Getting used to the pain.

“Go ahead.  Underestimate me.  That’ll be fun.”

I read that on a tea towel somewhere and related to it whole heartedly.  Now, however, I want to rewrite it slightly to say:  “Go ahead.  Tell me I’m getting old.  That’ll be fun.”  Especially when you’re trying to convince me that the pain I have been experiencing lately is due to aging.  And that it just has to be accepted as such.

I think not.

For longer than three months, I’ve been dealing with a particular pain associated with spinal issues (although the actual pain occurs just about everywhere in my body except my back).  When I last visited my favorite massage therapist, she asked me if the pain was any better.  And I said it was about the same … or perhaps I was just getting used to it.  And then we were both quiet for awhile, and I thought about “getting used to it.”  Getting used to the pain.  And I thought that it was perhaps the most regrettable and senseless and most unacceptable reality there could be – “getting used to the pain.”  

As I climbed onto the massage table, I began applying that thought to a global perspective – and found it to be even more abhorrent.  Are we “getting used to the pain?”

There is, after all, such tremendous pain in the world.  From lack of leadership to the death of bees.  From children being held hostage by out-of-control violence in schools, to animals dying from out-of-control environments that hold entire continents hostage.  From greed as well as blindness, pride as well as perception.  And it comes in all sizes, speaks in all languages, lives to all ages.  There is pain between races and genders and cultures and creeds.  There is pain against the most vulnerable and among the most brave.  We can experience pain from great distances, worldwide, or one-to-one.  And day-to-day, we are learning to live with it, getting used to it.  Getting used to the pain.

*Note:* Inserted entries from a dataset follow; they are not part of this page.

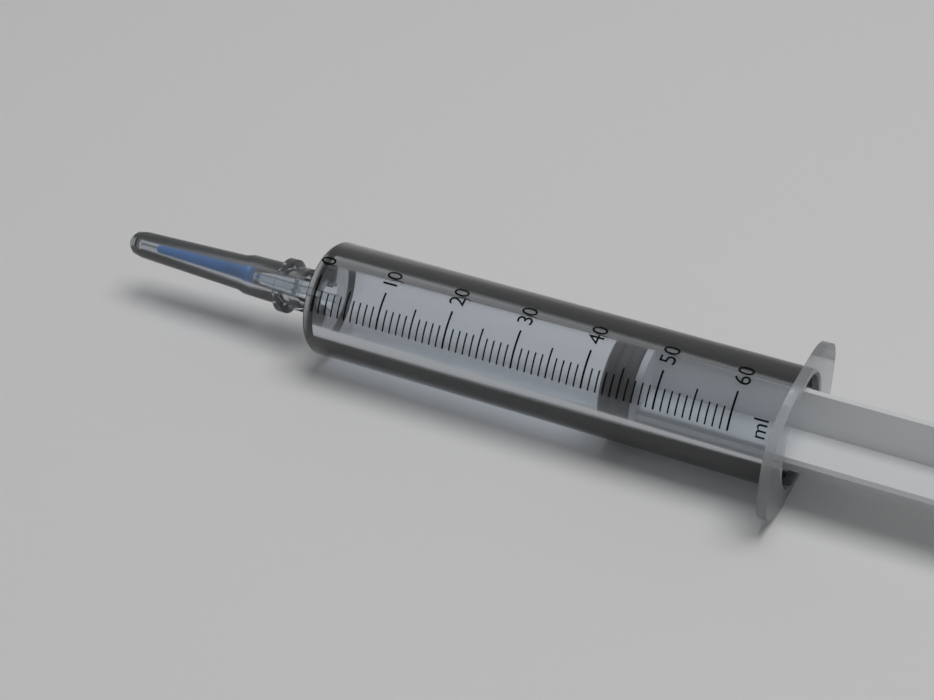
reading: 42 ml
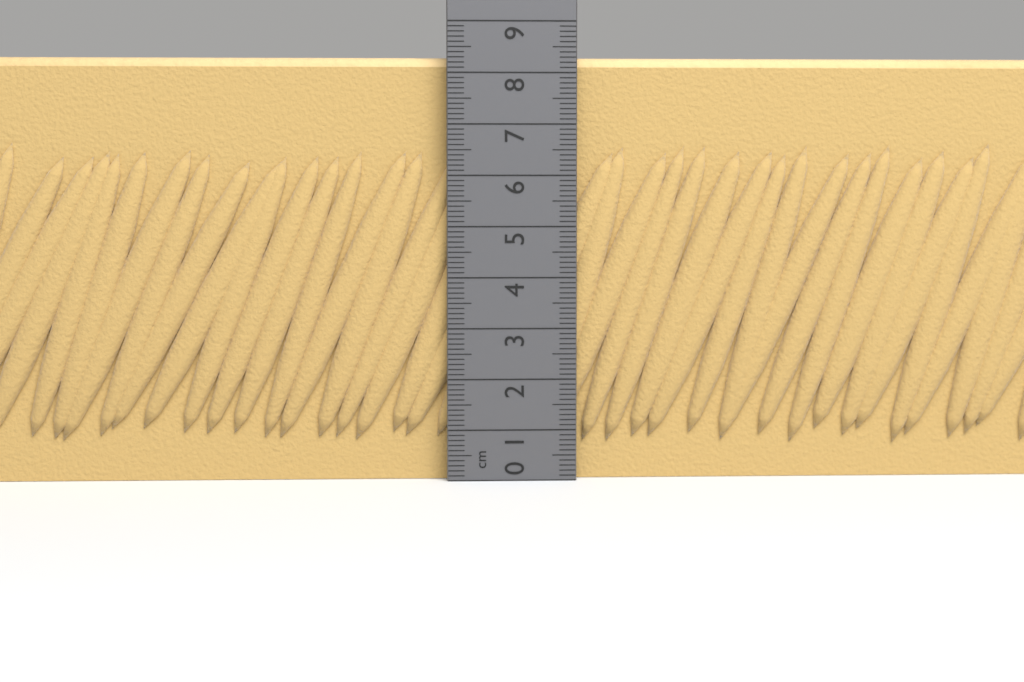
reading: 8.3 cm
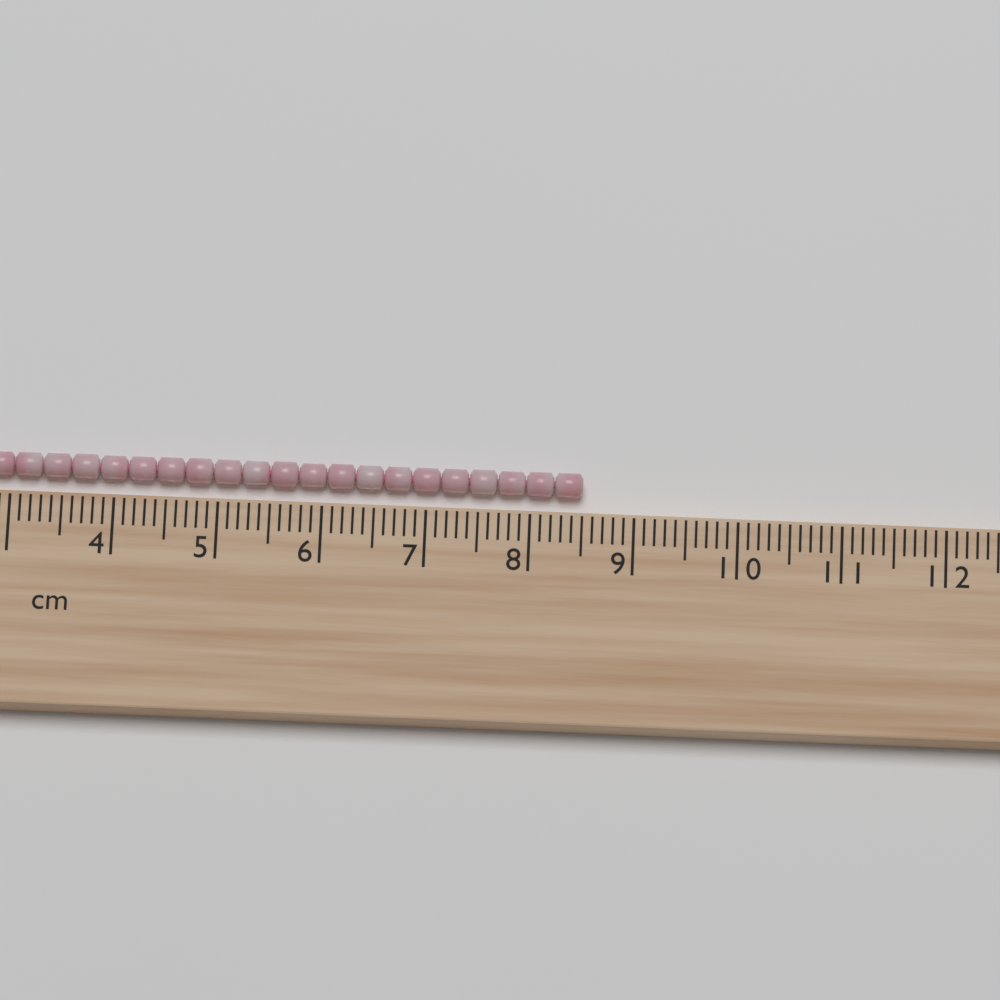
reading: 8.5 cm
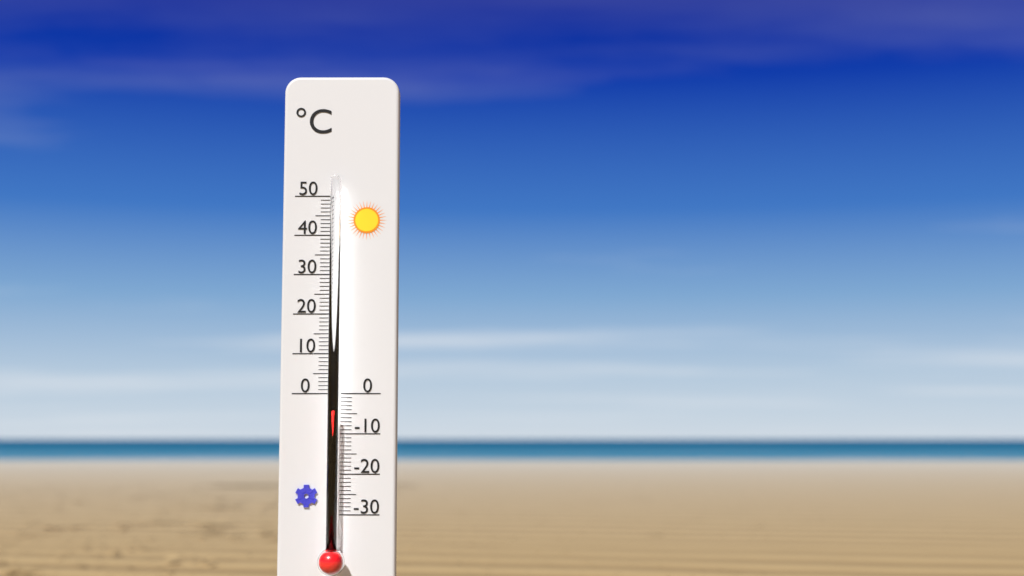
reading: -4 °C
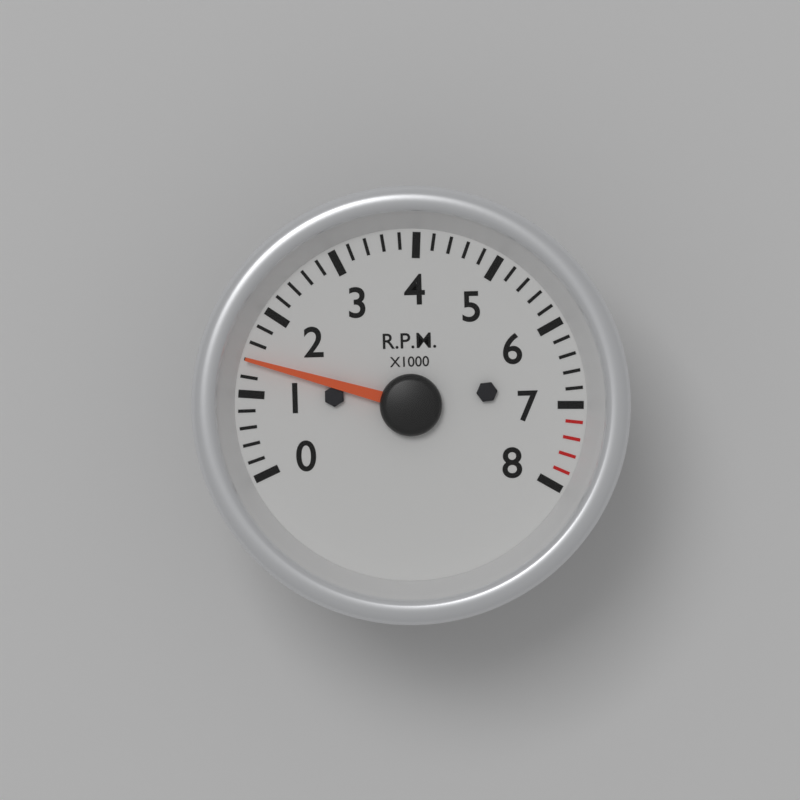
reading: 1400 RPM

I suspect we all have our personal pain, too.  Some of it – the emotional self kind – I suspect we often guard and protect and polish with care over time, like a pearl in our shell.  We identify with our pain.  It is as much a part of us as our shape and spirit.  There is also something called “genetic or ancestral memory.”  And I believe some of our pain comes through this link with the past.  It keeps thriving and grieving without our conscious understanding or personal experience – without our intellect or our inherent compassion for one another stopping and asking the great “why” of it all.  Our pain is often lonely and quiet, hidden and fed in secrecy.  But it can also be grubby and loud, bursting forth, swinging fists, shouting out unkind things.

My massage therapist had spoken about us working on the pain – together.  And it seemed the perfect plan.  To not just accept it, but to work against it.  Not by myself alone, but together with her expertise.

In the end, because of my own pain experience, I suspect I have learned this:  Whether personal or public, physical or philosophical, alleviating pain takes work – collaborative work, it takes determination and goals and intentionality.  It doesn’t just go away if we hide from it.  It doesn’t get better overnight.

It can start with one – and the singular idea that we will never let ourselves “get used to it.”  We cannot simply get used to the pain in anyone’s life, anywhere, under any circumstances.  I suspect that if we work at it together, we won’t have to.  

Personally – I think we can do this.

Go ahead.  Underestimate us.  That’ll be fun.